Source page: McKinsey & Company

Commentary

Visual form

Two-panel stacked bar chart sequence.

Layout / body structure

The chart is split into two synchronized panels. The left panel shows stacked annual deliveries in units with a dashed line marking the shift into forecast years, and the right panel shows the same delivery story as percentage share by manufacturer, so the page is read left to right from total volume to market mix.

What is being compared

It compares historical and projected narrow-body aircraft deliveries by manufacturer, looking both at the total number of aircraft delivered each year and at how the manufacturer shares of those deliveries evolve over time.

Measurement system

The left panel uses thousands of units, while the right panel uses percent share out of 100. Color distinguishes Airbus, Boeing, Embraer, Bombardier, and COMAC, and the identical yearly cadence across the two panels keeps the unit and share views aligned.

Visible structure inside the graphic

Each year is a stacked column in both panels, with the total-height panel on the left and the normalized share panel on the right. The dashed forecast divider, the steadily taller columns after 2024, and the growing magenta COMAC slices in the forecast years are the key organizing visual cues.

Main takeaway from the visual

The chart shows narrow-body deliveries climbing steadily through the rest of the decade and then growing more gradually after that, while Airbus and Boeing remain the dominant manufacturers throughout. The share panel also shows COMAC gaining visibility in the future mix without displacing the two leading incumbents from the largest portions of the stack.

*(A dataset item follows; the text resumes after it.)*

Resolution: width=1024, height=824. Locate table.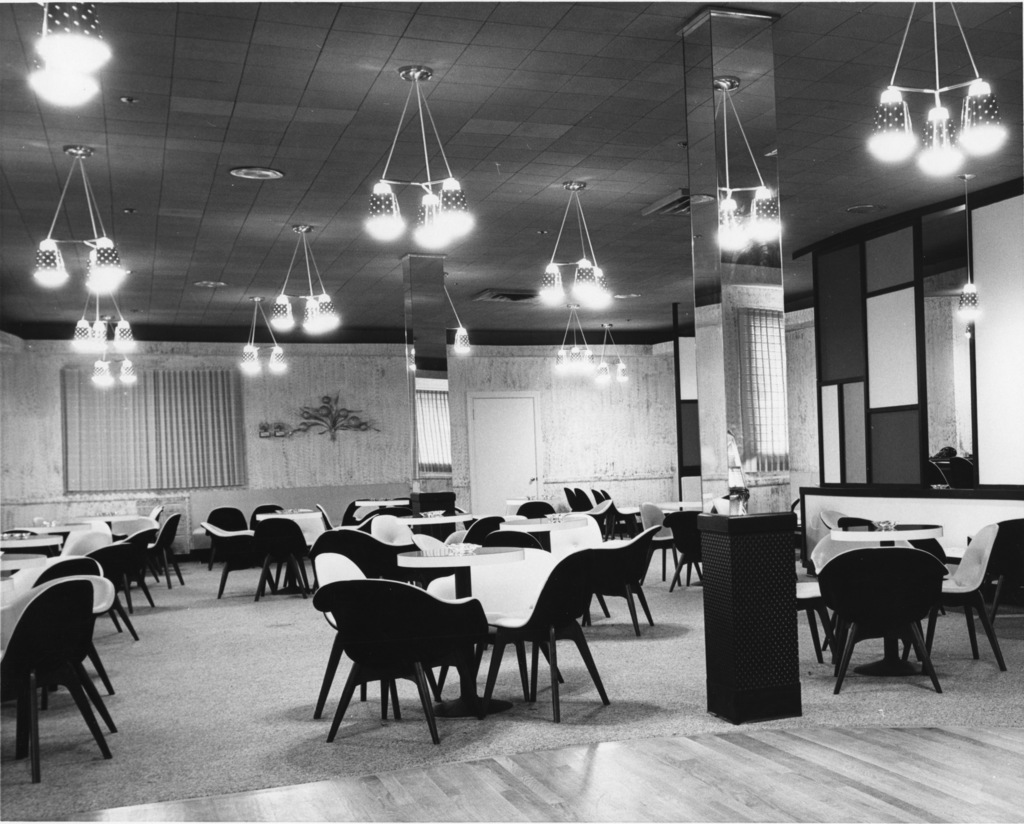
x1=251 y1=507 x2=322 y2=553.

Key standout values or extremes

Total projected deliveries rise to roughly 2.5 thousand units by the end of the forecast horizon, up from the dip around 2020 and above the pre-pandemic highs. In the share panel, Airbus sits around half of projected deliveries, Boeing remains the next-largest slice, and COMAC grows toward a low-double-digit share by the final years.

Controls / sequence, when applicable

This is a static chart image with no in-chart controls to operate.

Companion media, when applicable

There is no separate companion audio or video; the chart image is the full visual on this page.


More narrow-body aircraft take flight

Productivity | Aerospace | Manufacturing

September 27, 2024This week, our charts feature the latest insights in aviation—from soaring fleet demands to landing the right talent and more.

Narrow-body aircraft deliveries fell sharply in 2019 and 2020, but they have increased since then and are expected to rise steadily through 2029. Narrow-body deliveries should grow more moderately after that, partner Andreas Behrendt and colleagues explain.

Narrow-body aircraft deliveries will increase steadily through 2029, followed by more moderate growth.

To read the article, see “Improving productivity in low-volume, high-complexity manufacturing,” July 18, 2024.